The underlying principles of sound investment should not alter from decade to decade, but the application of these principles must be adapted to significant changes in the financial mechanisms and climate.
BENJAMIN GRAHAMAs in roulette, same is true of the stock trader, who will find that the expense of trading weights the dice heavily against him.
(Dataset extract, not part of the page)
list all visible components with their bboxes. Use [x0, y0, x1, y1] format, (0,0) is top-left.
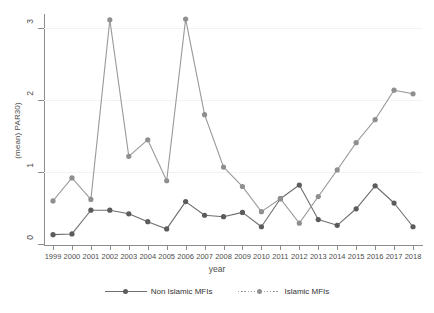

More Benjamin Graham Quotes
-
-
The intelligent investor should recognize that market panics can create great prices for good companies and good prices for great companies.
BENJAMIN GRAHAM -
Experience teaches that the time to buy stocks is when their price is unduly depressed by temporary adversity. In other words, they should be bought on a bargain basis or not at all.
BENJAMIN GRAHAM -
Traditionally the investor has been the man with patience and the courage of his convictions who would buy when the harried or disheartened speculator was selling.
BENJAMIN GRAHAM -
In the old legend the wise men finally boiled down the history of mortal affairs into a single phrase: ‘This too will pass.’
BENJAMIN GRAHAM -
The intelligent investor is likely to need considerable will power to keep from following the crowd.
BENJAMIN GRAHAM -
Buy not on optimism, but on arithmetic.
BENJAMIN GRAHAM -
Before you invest, you must ensure that you have realistically assessed your probability of being right and how you will react to the consequences of being wrong.
BENJAMIN GRAHAM -
In an ideal world, the intelligent investor would hold stocks only when they are cheap and sell them when they become overpriced, then duck into the bunker of bonds and cash until stocks again become cheap enough to buy.
BENJAMIN GRAHAM -
Calculate a stock’s price/earnings ratio yourself, using Graham’s formula of current price divided by average earnings over the past three years.
BENJAMIN GRAHAM -
Although there are good and bad companies, there is no such thing as a good stock; there are only good stock prices, which come and go.
BENJAMIN GRAHAM -
Every corporate security may be best viewed, in the first instance, as an ownership interest in, or a claim against, a specific business enterprise.
BENJAMIN GRAHAM -
The genuine investor in common stocks does not need a great equipment of brain and knowledge, but he does need some unusual qualities of character
BENJAMIN GRAHAM -
Confusing speculation with investment is always a mistake.
BENJAMIN GRAHAM -
The Reservoir plan is an engineering mechanism applied to the field of economics, and in its essence it has nothing to do with democracy or any other political philosophy.
BENJAMIN GRAHAM -
Rather should we say that the market is a voting machine, whereon countless individuals register choices which are the product partly of reason and partly of emotion.